Professor Harper said that "I don't meet many low paid people in my line of work, so I've got to find ways of getting to that constituency." He indicated that the public consultations would be used to provide him and the other commissioners with that education.

None of the five commissioners attended the 'public consultation' in Wollongong. Instead, the Commission outsourced the work to a PR firm.

The press is barred from Fair Pay Commission consultations and to gain entry, individuals have to register seven days prior to hearings.

(Source: LHMU)

 

Wednesday, August 09, 2006

John Howard has warned that Australian troops face a real risk of casualties as he announced a bigger deployment to Afghanistan.

The Prime Minister confirmed yesterday that roughly 400 Australian troops would take part in the mission, an increase of approximately 150.

Mr Howard added that "the possibility of Australian casualties can't be discounted".

(Source: The Australian)

 

Tuesday, August 08, 2006

An ABC radio station has censored criticism of ABC board member Keith Windschuttle.

On the Sunday Arts program on ABC 774, host Helen Razer was interviewing film director Bob Weis about his documentary on Aboriginal women.

Mr Weis began to criticse Mr Windschuttle, whose book 'The Fabrication of Aboriginal History' claimed massacres of Tasmanian Aborigines had been exaggerated.

However Razer cut the broadcast before Mr Weis could complete his sentence, saying "I can't possibly let you say that" and that "I will lose my job."

Mr Weis said that "the ABC, when we were kids, was the bastion of free speech, a fearless interrogator of ideas.
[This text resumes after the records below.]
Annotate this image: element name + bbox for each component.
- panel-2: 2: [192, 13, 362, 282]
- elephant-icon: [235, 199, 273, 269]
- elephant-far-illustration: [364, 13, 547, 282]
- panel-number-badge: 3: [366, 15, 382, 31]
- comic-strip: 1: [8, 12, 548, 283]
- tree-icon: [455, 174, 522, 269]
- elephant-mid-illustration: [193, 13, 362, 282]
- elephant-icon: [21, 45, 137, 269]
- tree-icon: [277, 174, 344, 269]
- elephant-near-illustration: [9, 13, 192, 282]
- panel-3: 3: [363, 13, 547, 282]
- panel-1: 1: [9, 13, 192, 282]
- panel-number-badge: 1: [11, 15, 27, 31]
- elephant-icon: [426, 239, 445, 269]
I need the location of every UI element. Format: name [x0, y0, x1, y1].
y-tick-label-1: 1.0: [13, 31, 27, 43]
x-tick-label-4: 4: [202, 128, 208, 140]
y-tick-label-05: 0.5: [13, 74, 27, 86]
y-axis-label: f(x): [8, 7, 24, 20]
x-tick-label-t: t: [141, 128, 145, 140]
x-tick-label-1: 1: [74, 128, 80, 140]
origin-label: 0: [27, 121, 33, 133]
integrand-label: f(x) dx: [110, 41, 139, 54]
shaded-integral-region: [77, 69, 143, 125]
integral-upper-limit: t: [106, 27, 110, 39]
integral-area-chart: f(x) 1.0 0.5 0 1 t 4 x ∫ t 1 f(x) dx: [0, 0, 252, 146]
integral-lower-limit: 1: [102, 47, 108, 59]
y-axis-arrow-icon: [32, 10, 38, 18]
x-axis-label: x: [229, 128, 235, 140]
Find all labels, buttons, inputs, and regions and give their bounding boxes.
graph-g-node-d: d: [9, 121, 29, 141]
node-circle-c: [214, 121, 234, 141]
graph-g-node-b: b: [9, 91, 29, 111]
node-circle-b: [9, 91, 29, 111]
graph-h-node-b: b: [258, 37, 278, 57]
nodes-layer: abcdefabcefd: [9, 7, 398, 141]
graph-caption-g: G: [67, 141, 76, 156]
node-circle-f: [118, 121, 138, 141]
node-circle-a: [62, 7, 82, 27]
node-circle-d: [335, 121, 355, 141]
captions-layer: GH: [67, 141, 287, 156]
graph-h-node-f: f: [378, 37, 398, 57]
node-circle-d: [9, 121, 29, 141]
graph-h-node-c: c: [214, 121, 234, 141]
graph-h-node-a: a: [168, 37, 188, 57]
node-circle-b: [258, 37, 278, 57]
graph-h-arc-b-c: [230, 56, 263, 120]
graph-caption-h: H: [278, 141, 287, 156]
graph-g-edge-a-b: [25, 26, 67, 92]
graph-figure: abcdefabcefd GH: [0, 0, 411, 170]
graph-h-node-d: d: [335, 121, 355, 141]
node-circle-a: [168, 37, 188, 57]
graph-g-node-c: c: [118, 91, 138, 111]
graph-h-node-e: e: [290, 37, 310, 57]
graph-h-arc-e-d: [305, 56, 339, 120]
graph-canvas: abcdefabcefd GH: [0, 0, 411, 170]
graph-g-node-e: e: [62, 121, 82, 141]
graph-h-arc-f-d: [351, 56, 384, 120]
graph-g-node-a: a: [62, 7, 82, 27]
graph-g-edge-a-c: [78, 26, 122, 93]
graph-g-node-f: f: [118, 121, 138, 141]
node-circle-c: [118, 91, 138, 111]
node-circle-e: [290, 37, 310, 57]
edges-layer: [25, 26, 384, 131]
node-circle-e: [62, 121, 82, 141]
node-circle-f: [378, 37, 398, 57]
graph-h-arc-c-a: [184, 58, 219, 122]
Now you've got these people who are terrified of upsetting their political masters."

(Source: The Age)

 

Sunday, August 06, 2006

Quote of the Moment:

"One police chief suggested that there had been so many black deaths in custody
because black people had weak necks."

The Guardian [UK].

 

Friday, August 04, 2006

Unemployment benefits are well below the poverty line - the amount considered to be the minimum necessary for survival - according to new data.

Data from the Melbourne Institute of Applied Economic and Social Research shows the relative poverty line for the March quarter of 2006 was $328.94 a week for a single person.

The maximum payment received on Newstart, sickness, mature age, widow or special benefit allowances was $251.85 a week - a gap of $77.09.

(Source: The Age)

 

Medical specialists routinely ask for 'gifts' from pharmaceutical companies worth up to $100,000.

The University of New South Wales study asked 823 specialists nationwide what companies gave them and what they asked for.

It found that almost all the specialists were offered food and gifts for their office and one in two received personal gifts - including harbour cruises and tickets to the opera - as well as money for conference travel. Fifteen per cent asked drug companies for gifts, money and travel.

The study found six specialists asked for money for the salaries of nurses, one being $80,000, while another asked for a $60,000 'donation' to their department.

The study found that personal gifts offered to doctors were valued up to $40,000 and included wine, flowers, a "spa" dinner, harbour cruises and tickets to events such as the opera. Tickets to non-educational events are banned under the ethical code of Medicines Australia, the pharmaceutical industry's leading organisation.

Each year, drug companies spend millions trying to persuade specialists to prescribe their products. The stakes are high because a recommendation from a specialist can add an expensive drug to a hospital pharmacy list and make the drug company large profits. Doctors are supposed to prescribe the best, most cost-effective medicines.

"Doctors are sometimes seen as the innocent victims and the villains in the piece are the pharmaceutical industry," the lead author, associate professor of ethics and law in medicine Paul McNeill, said. "In reality it is a two-way relationship."